When is it time to take the earbuds out? For some people, it's almost never. Dan Weisel, a family medicine doctor in St. Louis, tells the Wall Street Journal that he has noticed a growing number of patients keeping their earbuds in even after he walks into the examination room. "My initial reaction is, that's rude because it seems like you're not giving me your full attention," he says, though he acknowledges that the patients could be using them as hearing aids or to control sensory overload—and that times are changing. "Technology influences culture and it influences manners. So I have to tell myself, having earbuds in isn't something I understand intuitively but maybe it's intuitive for Gen Z," the 35-year-old says.
It has also become common to see people in customer-facing jobs wearing earbuds, despite employers' efforts to crack down. Weisel and other people concerned about the trend say part of the problem is never knowing whether the devices are on, or whether the person is giving you their full attention or listening to music or a podcast.
- Psychologist Gloria Mark says people can't multi-task as well as they think they can. "People really can only cognitively focus on one thing at a time," Mark, the author of Attention Span, tells the Journal. "So when a person has earbuds in, they're either listening to their music or they're listening to you. They might think they're doing both but what they're doing is switching their attention back and forth."

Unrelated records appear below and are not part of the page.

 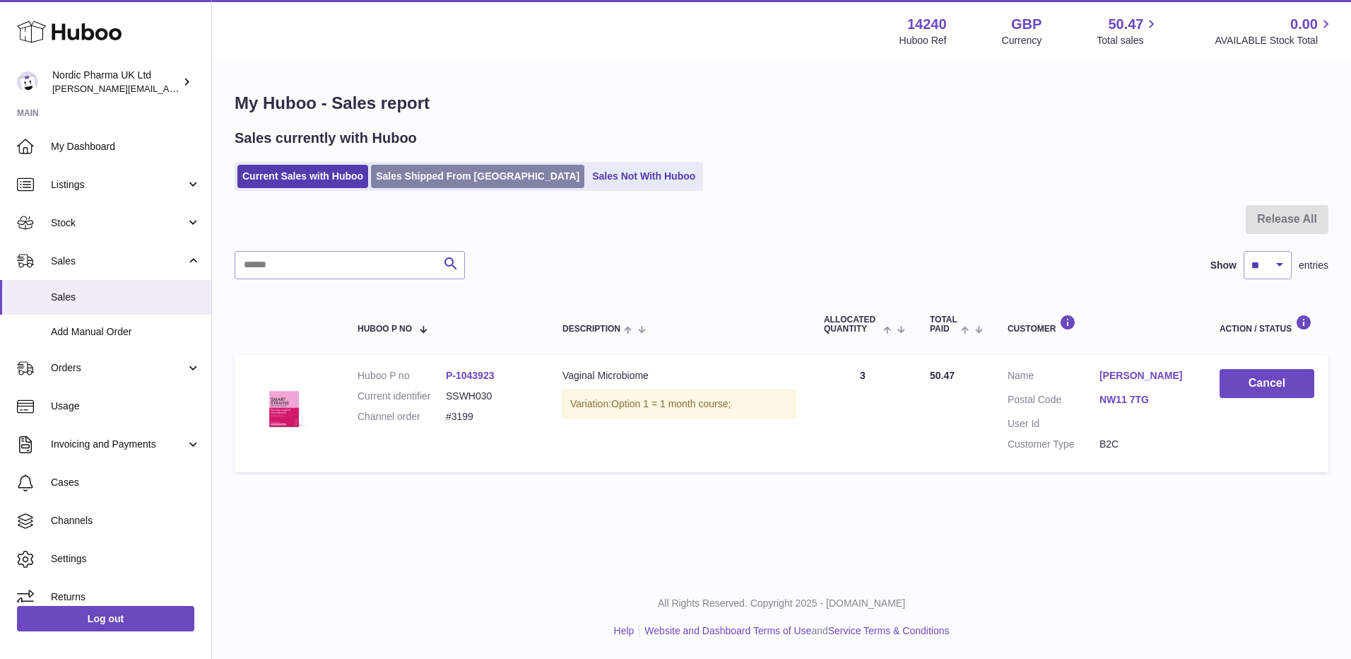 What do you see at coordinates (490, 396) in the screenshot?
I see `dd: SSWH030` at bounding box center [490, 396]. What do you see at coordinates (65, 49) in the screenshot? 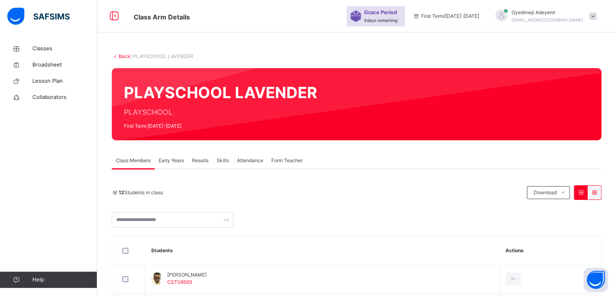
I see `span: Classes` at bounding box center [65, 49].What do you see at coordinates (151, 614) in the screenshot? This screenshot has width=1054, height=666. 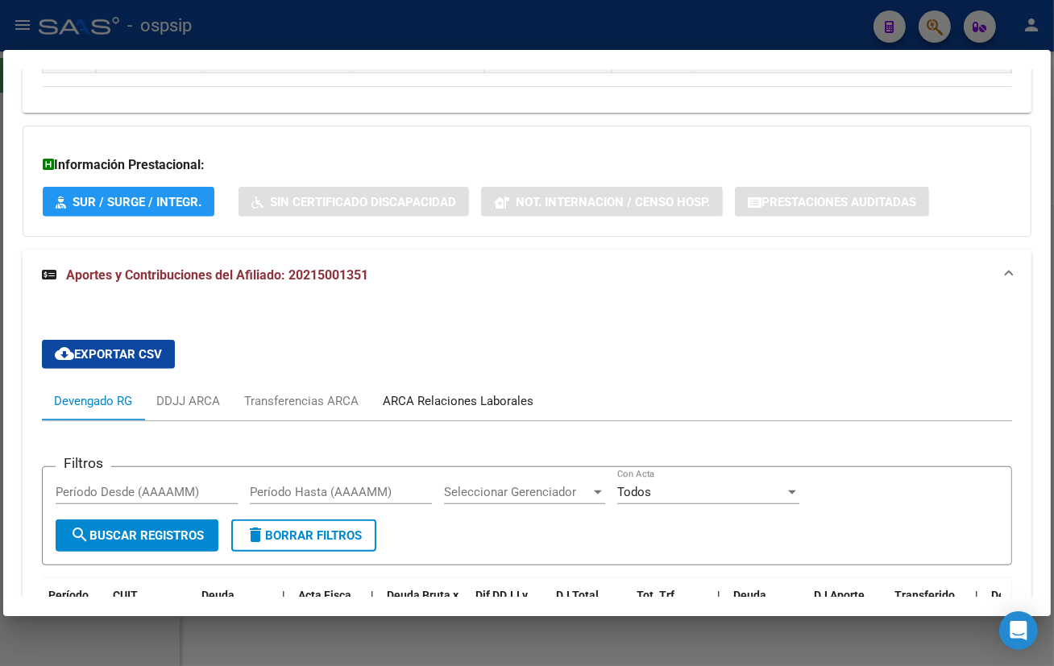 I see `datatable-header-cell: CUIT` at bounding box center [151, 614]. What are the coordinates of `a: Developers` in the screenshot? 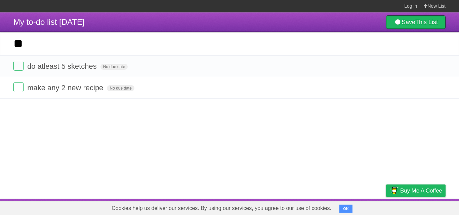 It's located at (332, 207).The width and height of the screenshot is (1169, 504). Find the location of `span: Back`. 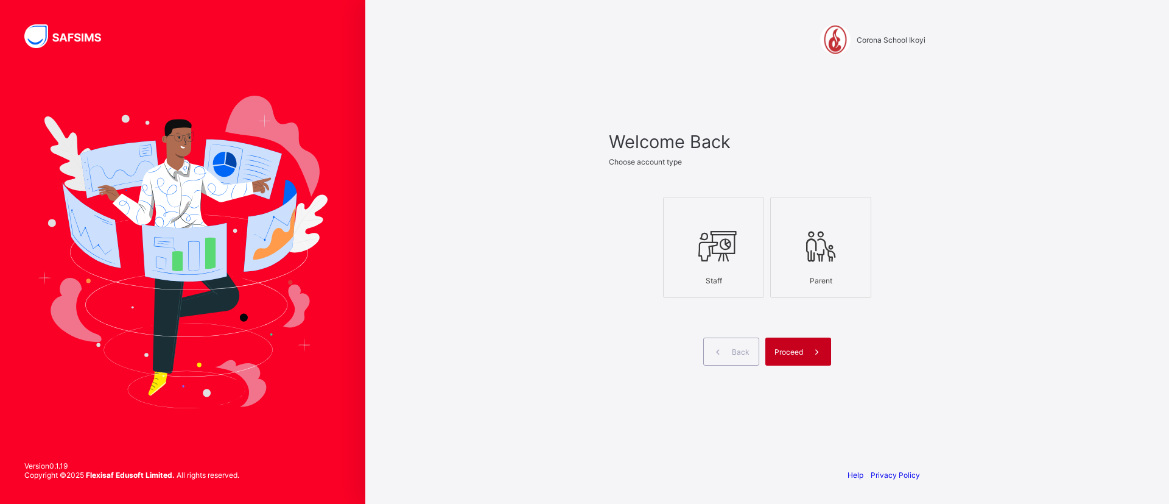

- San Francisco resident Emily Hoeven says earbuds are ubiquitous in the city—but she has "complex emotions" about her AirPods. She treasures moments when, "aided by the music streaming through my AirPods, I enter a kind of pure flow state," she writes at the San Francisco Chronicle. "Yet I also resent my AirPods for the artificial barrier they establish between me and everyone else." "When you wear headphones, you are literally plugging or covering your ears," she writes. "And that sends a pretty clear Do Not Disturb signal."
- Weisel says his wife, an emergency room doctor, has experienced the same issue, with one recent patient having a conversation on his AirPods while he was being examined. "Have we gone to the point where you can't give anyone your full attention, even in an emergency medical situation?" he asks.
- Hoeven notes that concerns about headphones are nothing new, pointing to a 1982 Washington Post Magazine column by Walter Shapiro. He called the Walkman a "potent symbol of an antisocial electronic future."